In the mid-1950s, the Boys of Boise scandal was the City of Trees’ own version of Hollywood’s Red Scare hunt for communists. So how does it connect to the Table Rock cross, a familiar and even comforting sight for many Boiseans?
I recently traced the history on the City Cast Boise podcast, and went further back to pre-colonization, when the mountain that bears Table Rock was a spiritual symbol of another kind.
What Was the Scandal?
In October 1955, a Boise police officer began investigating men who were allegedly meeting in public parks to have sex with teenage boys. The Idaho Statesman covered the allegations almost daily, and the investigation quickly expanded to consenting adults.
The Boise Police Department hired a private investigator in the case, and 16 men were charged over the next two years. It’s difficult to determine how many people were investigated in total. Some local historians said in the “Fall of ‘55” documentary about the scandal that author John Gerassi greatly exaggerated the number of allegations in his 1966 book “The Boys of Boise.”
The moral panic brought national media attention, especially when the scandal increasingly focused on well-known men in consensual gay relationships.
“Boise was known for the ‘Boys of Boise’ and I think it was embarrassing,” Alan Virta, a former Boise State librarian, told me a few years ago. “And people didn’t want to bring it up. Plus, the whole situation broke families up and caused a lot of grief in Boise.”
How Did the Scandal Lead to the Cross?
A Christian civic and service organization called the Junior Chamber of Commerce Club (also known as the Jaycees) dedicated itself to declaring Boise’s allegiance to Christianity — and thus against communism and homosexuality.
In December 1955, amidst the scandal, the Jaycees dug the hole that has since cradled the cross on top of Table Rock. By Jan. 8, 1956, it was finished.
At the time, that land was owned by the Idaho Department of Corrections. A 1971 ruling against a similar cross in Eugene, Ore. — due to a concern over having a religious symbol so publicly exhibited on publicly-owned land — worried the Jaycees. They asked to buy the land from the Board of Corrections, who turned it over to the Board of Lands, who then auctioned it off to the Jaycees for $100.
Another two decades passed, and the ACLU pointed out that the public hadn’t been notified of the auction, but never sued over the discrepancy. The news made its way to influential Chicago-based atheist Rob Sherman who delivered a speech at Boise State drumming up support for legal action to remove the cross.
That backfired, and led to a crowd of 10,000 marching from the Boise Depot to the Capitol in support of keeping the cross, which is the largest political demonstration that I’m aware of in Idaho history (and I’ve been searching for years).
The Symbol of the Cross
The Table Rock cross is commonly referred to as a beacon of shared values among Boiseans. Its proximity to the downtown St. Luke’s hospital has comforted many visitors and patients during anticipation, grief, or recovery.
Before the cross, Table Rock was a sandstone quarry that employed masses of immigrants, who plied rock that was used in the development of downtown Boise buildings.
Before that, it was a gathering place for the Shoshone, Bannock, and Northern Paiute peoples. Every June, members of those Indigenous groups return to the Chief Eagle Eye Reserve to retrace their ancestor’s footsteps.
Those ancestors were forcibly removed from the valley, and never signed over the land they had called home for millenia. Throughout the Americas, Christianity and the symbol of the cross were used to justify genocide and the forced relocation and internment of Indigenous people. Now, it stands on the hill to signify one powerful group of people who live here.
As Pride Month winds down, this Boise landmark gives us the opportunity to examine not only how it came to be, but what came before it.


Task to carry out –
Your answer should be a single number: the count of lines in the records below containing the word "iron".

Working data –
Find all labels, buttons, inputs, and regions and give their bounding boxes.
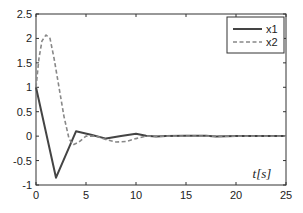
x-tick-label: 25 [280,189,292,201]
x-axis-label: t[s] [253,166,272,181]
y-tick-label: -0.5 [13,155,32,167]
x-tick-label: 20 [230,189,242,201]
y-tick-label: 0.5 [17,106,32,118]
y-tick-label: 2 [26,32,32,44]
legend-label-x1: x1 [266,23,278,35]
y-tick-label: 2.5 [17,8,32,20]
y-tick-label: 0 [26,130,32,142]
x-tick-label: 10 [130,189,142,201]
line-chart: -1-0.500.511.522.5 0510152025 x1x2 t[s] [0,0,303,213]
y-tick-label: -1 [22,179,32,191]
x-tick-label: 15 [180,189,192,201]
y-tick-label: 1 [26,81,32,93]
legend-label-x2: x2 [266,36,278,48]
legend: x1x2 [227,17,284,53]
x-tick-label: 5 [83,189,89,201]
y-tick-label: 1.5 [17,57,32,69]
x-tick-label: 0 [33,189,39,201]
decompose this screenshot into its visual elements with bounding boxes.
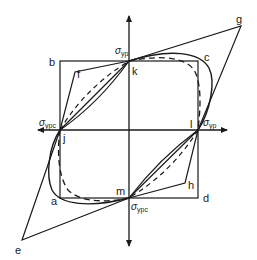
sigma-yp-top: σyp (115, 45, 129, 58)
hysteresis-diagram: b f k c g j l m h a d e σyp σypc σyp σyp… (0, 0, 257, 260)
label-k: k (132, 65, 138, 77)
label-a: a (51, 195, 58, 207)
label-d: d (203, 192, 209, 204)
label-b: b (49, 56, 55, 68)
label-l: l (190, 118, 192, 130)
label-f: f (77, 68, 81, 80)
sigma-yp-right: σyp (203, 117, 217, 130)
sigma-ypc-bottom: σypc (131, 201, 148, 214)
label-j: j (62, 132, 65, 144)
sigma-ypc-left: σypc (39, 117, 56, 130)
label-e: e (15, 244, 21, 256)
label-h: h (188, 179, 194, 191)
label-c: c (204, 51, 210, 63)
label-m: m (116, 185, 125, 197)
label-g: g (236, 13, 242, 25)
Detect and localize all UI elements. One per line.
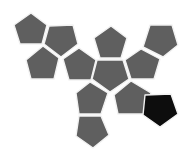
dodecahedron-net-diagram <box>0 0 195 164</box>
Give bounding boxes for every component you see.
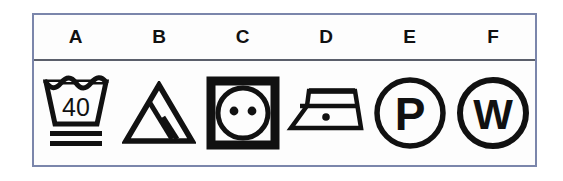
tumble-dry-two-dots-icon	[206, 76, 280, 150]
wash-bar-1	[50, 131, 102, 136]
wet-clean-letter: W	[473, 91, 513, 138]
column-header-e: E	[368, 15, 452, 59]
care-symbols-table: A B C D E F 40	[32, 13, 537, 167]
dry-dot-1	[229, 107, 238, 116]
column-header-d: D	[285, 15, 369, 59]
wet-clean-w-icon: W	[455, 75, 531, 151]
wash-tub-40-icon: 40	[40, 72, 112, 154]
table-symbol-row: 40	[34, 61, 535, 165]
table-header-row: A B C D E F	[34, 15, 535, 61]
dry-dot-2	[247, 107, 256, 116]
bleach-triangle-lines-icon	[122, 81, 196, 145]
column-header-label: F	[487, 26, 499, 48]
column-header-label: A	[69, 26, 83, 48]
iron-dot-1	[322, 113, 330, 121]
wash-bar-2	[50, 141, 102, 146]
column-header-label: D	[319, 26, 333, 48]
symbol-cell-c	[201, 61, 285, 165]
column-header-c: C	[201, 15, 285, 59]
column-header-b: B	[118, 15, 202, 59]
symbol-cell-d	[285, 61, 369, 165]
column-header-label: B	[152, 26, 166, 48]
dry-clean-letter: P	[394, 88, 425, 140]
column-header-label: E	[403, 26, 416, 48]
dry-clean-p-icon: P	[372, 75, 448, 151]
symbol-cell-a: 40	[34, 61, 118, 165]
symbol-cell-e: P	[368, 61, 452, 165]
column-header-label: C	[236, 26, 250, 48]
symbol-cell-f: W	[452, 61, 536, 165]
iron-one-dot-icon	[285, 82, 367, 144]
wash-temperature-label: 40	[62, 93, 90, 121]
column-header-f: F	[452, 15, 536, 59]
symbol-cell-b	[118, 61, 202, 165]
column-header-a: A	[34, 15, 118, 59]
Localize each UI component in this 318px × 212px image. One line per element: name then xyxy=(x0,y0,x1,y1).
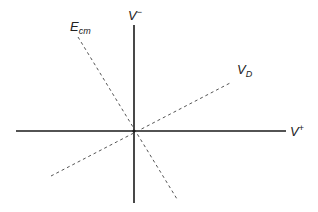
label-e-cm-main: E xyxy=(70,19,79,34)
label-v-minus-main: V xyxy=(128,8,137,23)
label-v-d-main: V xyxy=(237,62,246,77)
label-v-minus-sup: − xyxy=(137,7,142,17)
origin-point xyxy=(132,129,135,132)
label-v-minus: V− xyxy=(128,8,142,22)
label-v-d: VD xyxy=(237,63,252,79)
label-e-cm: Ecm xyxy=(70,20,91,36)
label-v-plus-sup: + xyxy=(299,123,304,133)
dashed-line-e-cm xyxy=(78,37,177,199)
label-v-plus-main: V xyxy=(290,124,299,139)
dashed-line-v-d xyxy=(51,82,232,176)
label-v-d-sub: D xyxy=(246,69,253,79)
vector-diagram xyxy=(0,0,318,212)
label-e-cm-sub: cm xyxy=(79,26,91,36)
label-v-plus: V+ xyxy=(290,124,304,138)
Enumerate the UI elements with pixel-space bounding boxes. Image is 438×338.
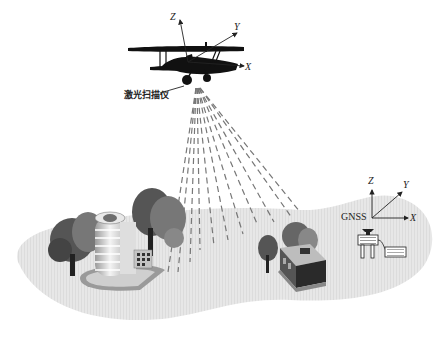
lidar-diagram: Z Y X 激光扫描仪 Z Y X GNSS [0, 0, 438, 338]
aircraft-z-axis-label: Z [170, 12, 176, 22]
laser-scanner-label: 激光扫描仪 [124, 91, 169, 100]
gnss-x-axis-label: X [410, 213, 416, 223]
aircraft-y-axis-label: Y [234, 22, 240, 32]
gnss-label: GNSS [341, 212, 367, 222]
airplane-icon [128, 42, 244, 85]
aircraft-x-axis-label: X [245, 62, 251, 72]
gnss-z-axis-label: Z [368, 176, 374, 186]
aircraft-axes [160, 20, 244, 93]
gnss-y-axis-label: Y [403, 180, 409, 190]
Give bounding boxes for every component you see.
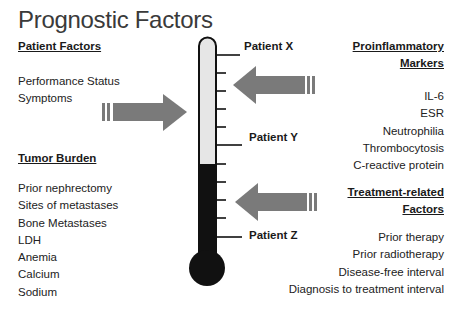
arrow-left-icon bbox=[235, 183, 317, 221]
thermometer-diagram bbox=[0, 0, 461, 309]
arrow-right-icon bbox=[102, 94, 187, 131]
patient-z-label: Patient Z bbox=[249, 229, 298, 241]
arrow-left-icon bbox=[233, 66, 315, 104]
patient-y-label: Patient Y bbox=[249, 131, 298, 143]
thermometer-icon bbox=[189, 38, 242, 287]
patient-x-label: Patient X bbox=[244, 40, 293, 52]
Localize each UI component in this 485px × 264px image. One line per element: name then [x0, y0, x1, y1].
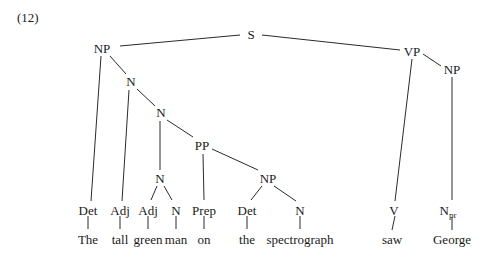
node-n-1: N — [126, 74, 136, 89]
word-the: The — [78, 232, 98, 247]
word-man: man — [165, 232, 188, 247]
word-green: green — [134, 232, 163, 247]
node-vp: VP — [404, 44, 421, 59]
node-adj-2: Adj — [138, 203, 158, 218]
node-prep: Prep — [192, 203, 216, 218]
example-number: (12) — [17, 10, 39, 25]
node-npr-subscript: pr — [449, 210, 457, 220]
word-saw: saw — [382, 232, 403, 247]
node-n-2: N — [156, 105, 166, 120]
node-v: V — [389, 203, 399, 218]
node-n-man: N — [171, 203, 181, 218]
tree-nodes: S NP N N PP N NP VP NP Det Adj Adj N Pre… — [79, 27, 461, 220]
word-george: George — [433, 232, 471, 247]
node-n-3: N — [155, 171, 165, 186]
syntax-tree-diagram: (12) — [0, 0, 485, 264]
word-the-2: the — [239, 232, 255, 247]
node-np-pp: NP — [260, 171, 277, 186]
node-pp: PP — [195, 138, 209, 153]
node-npr: Npr — [440, 203, 457, 220]
node-det-1: Det — [79, 203, 98, 218]
node-np-object: NP — [444, 62, 461, 77]
word-tall: tall — [112, 232, 129, 247]
tree-edges — [88, 35, 452, 230]
node-np-subject: NP — [94, 41, 111, 56]
node-det-2: Det — [238, 203, 257, 218]
node-adj-1: Adj — [110, 203, 130, 218]
word-on: on — [198, 232, 212, 247]
node-n-spectrograph: N — [295, 203, 305, 218]
node-s: S — [247, 27, 254, 42]
word-spectrograph: spectrograph — [266, 232, 334, 247]
terminal-words: The tall green man on the spectrograph s… — [78, 232, 471, 247]
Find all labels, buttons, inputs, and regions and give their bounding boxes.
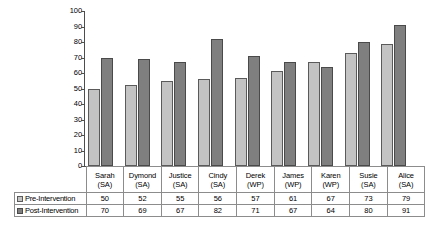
bar-pre-intervention bbox=[345, 53, 357, 166]
table-header-cell: James(WP) bbox=[274, 167, 312, 193]
table-cell-pre-value: 61 bbox=[274, 193, 312, 205]
bar-pre-intervention bbox=[271, 71, 283, 166]
bar-post-intervention bbox=[211, 39, 223, 166]
bar-group bbox=[195, 11, 232, 166]
legend-label-pre-intervention: Pre-Intervention bbox=[15, 193, 87, 205]
bar-group bbox=[378, 11, 415, 166]
table-header-site: (SA) bbox=[87, 180, 124, 189]
y-tick-mark-60 bbox=[81, 73, 84, 74]
y-tick-label-20: 20 bbox=[56, 131, 82, 139]
table-header-site: (SA) bbox=[350, 180, 387, 189]
y-tick-label-60: 60 bbox=[56, 69, 82, 77]
table-cell-post-value: 91 bbox=[387, 205, 425, 217]
legend-text-pre: Pre-Intervention bbox=[25, 194, 75, 203]
table-header-name: Dymond bbox=[124, 171, 161, 180]
y-tick-label-70: 70 bbox=[56, 54, 82, 62]
y-tick-mark-90 bbox=[81, 27, 84, 28]
bar-post-intervention bbox=[321, 67, 333, 166]
legend-swatch-post-icon bbox=[17, 208, 23, 214]
table-header-cell: Justice(SA) bbox=[161, 167, 199, 193]
bar-post-intervention bbox=[284, 62, 296, 166]
table-header-name: Justice bbox=[162, 171, 199, 180]
y-tick-mark-30 bbox=[81, 120, 84, 121]
bar-post-intervention bbox=[248, 56, 260, 166]
table-cell-pre-value: 67 bbox=[312, 193, 350, 205]
bars-layer bbox=[85, 11, 415, 166]
bar-pre-intervention bbox=[235, 78, 247, 166]
legend-text-post: Post-Intervention bbox=[25, 206, 78, 215]
table-cell-post-value: 70 bbox=[86, 205, 124, 217]
bar-post-intervention bbox=[138, 59, 150, 166]
table-header-site: (WP) bbox=[237, 180, 274, 189]
y-tick-label-50: 50 bbox=[56, 85, 82, 93]
bar-group bbox=[85, 11, 122, 166]
table-header-cell: Karen(WP) bbox=[312, 167, 350, 193]
table-row-pre-intervention: Pre-Intervention 505255565761677379 bbox=[15, 193, 425, 205]
table-header-cell: Alice(SA) bbox=[387, 167, 425, 193]
plot-region: 0102030405060708090100 bbox=[0, 0, 421, 176]
table-cell-pre-value: 57 bbox=[237, 193, 275, 205]
table-header-site: (WP) bbox=[312, 180, 349, 189]
table-cell-pre-value: 50 bbox=[86, 193, 124, 205]
bar-group bbox=[158, 11, 195, 166]
bar-pre-intervention bbox=[198, 79, 210, 166]
table-header-site: (SA) bbox=[162, 180, 199, 189]
y-tick-mark-80 bbox=[81, 42, 84, 43]
bar-pre-intervention bbox=[308, 62, 320, 166]
table-cell-pre-value: 56 bbox=[199, 193, 237, 205]
table-header-name: Alice bbox=[388, 171, 425, 180]
table-cell-post-value: 82 bbox=[199, 205, 237, 217]
y-tick-label-100: 100 bbox=[56, 7, 82, 15]
bar-post-intervention bbox=[394, 25, 406, 166]
table-corner-cell bbox=[15, 167, 87, 193]
y-axis-tick-labels: 0102030405060708090100 bbox=[56, 11, 82, 166]
table-row-post-intervention: Post-Intervention 706967827167648091 bbox=[15, 205, 425, 217]
table-cell-pre-value: 73 bbox=[350, 193, 388, 205]
y-tick-label-10: 10 bbox=[56, 147, 82, 155]
table-header-name: Cindy bbox=[199, 171, 236, 180]
y-tick-mark-20 bbox=[81, 135, 84, 136]
table-header-cell: Susie(SA) bbox=[350, 167, 388, 193]
table-cell-post-value: 64 bbox=[312, 205, 350, 217]
bar-group bbox=[305, 11, 342, 166]
table-header-cell: Cindy(SA) bbox=[199, 167, 237, 193]
bar-pre-intervention bbox=[381, 44, 393, 166]
table-header-name: Susie bbox=[350, 171, 387, 180]
table-header-site: (SA) bbox=[124, 180, 161, 189]
y-tick-label-90: 90 bbox=[56, 23, 82, 31]
table-header-cell: Sarah(SA) bbox=[86, 167, 124, 193]
table-cell-post-value: 67 bbox=[274, 205, 312, 217]
y-tick-label-80: 80 bbox=[56, 38, 82, 46]
data-table: Sarah(SA)Dymond(SA)Justice(SA)Cindy(SA)D… bbox=[14, 166, 425, 217]
y-tick-label-40: 40 bbox=[56, 100, 82, 108]
table-cell-pre-value: 79 bbox=[387, 193, 425, 205]
table-cell-pre-value: 52 bbox=[124, 193, 162, 205]
bar-pre-intervention bbox=[161, 81, 173, 166]
bar-group bbox=[232, 11, 269, 166]
bar-group bbox=[122, 11, 159, 166]
table-cell-post-value: 69 bbox=[124, 205, 162, 217]
table-header-name: Derek bbox=[237, 171, 274, 180]
bar-group bbox=[342, 11, 379, 166]
table-row-headers: Sarah(SA)Dymond(SA)Justice(SA)Cindy(SA)D… bbox=[15, 167, 425, 193]
table-header-name: Sarah bbox=[87, 171, 124, 180]
table-header-site: (SA) bbox=[388, 180, 425, 189]
y-tick-mark-10 bbox=[81, 151, 84, 152]
y-tick-mark-50 bbox=[81, 89, 84, 90]
table-header-site: (SA) bbox=[199, 180, 236, 189]
bar-post-intervention bbox=[101, 58, 113, 167]
y-tick-mark-70 bbox=[81, 58, 84, 59]
bar-post-intervention bbox=[174, 62, 186, 166]
table-cell-post-value: 67 bbox=[161, 205, 199, 217]
table-header-cell: Derek(WP) bbox=[237, 167, 275, 193]
y-tick-mark-40 bbox=[81, 104, 84, 105]
table-cell-post-value: 71 bbox=[237, 205, 275, 217]
table-header-site: (WP) bbox=[275, 180, 312, 189]
y-tick-label-30: 30 bbox=[56, 116, 82, 124]
table-header-name: Karen bbox=[312, 171, 349, 180]
legend-swatch-pre-icon bbox=[17, 196, 23, 202]
table-header-name: James bbox=[275, 171, 312, 180]
table-cell-pre-value: 55 bbox=[161, 193, 199, 205]
bar-pre-intervention bbox=[88, 89, 100, 167]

Problem solution –
2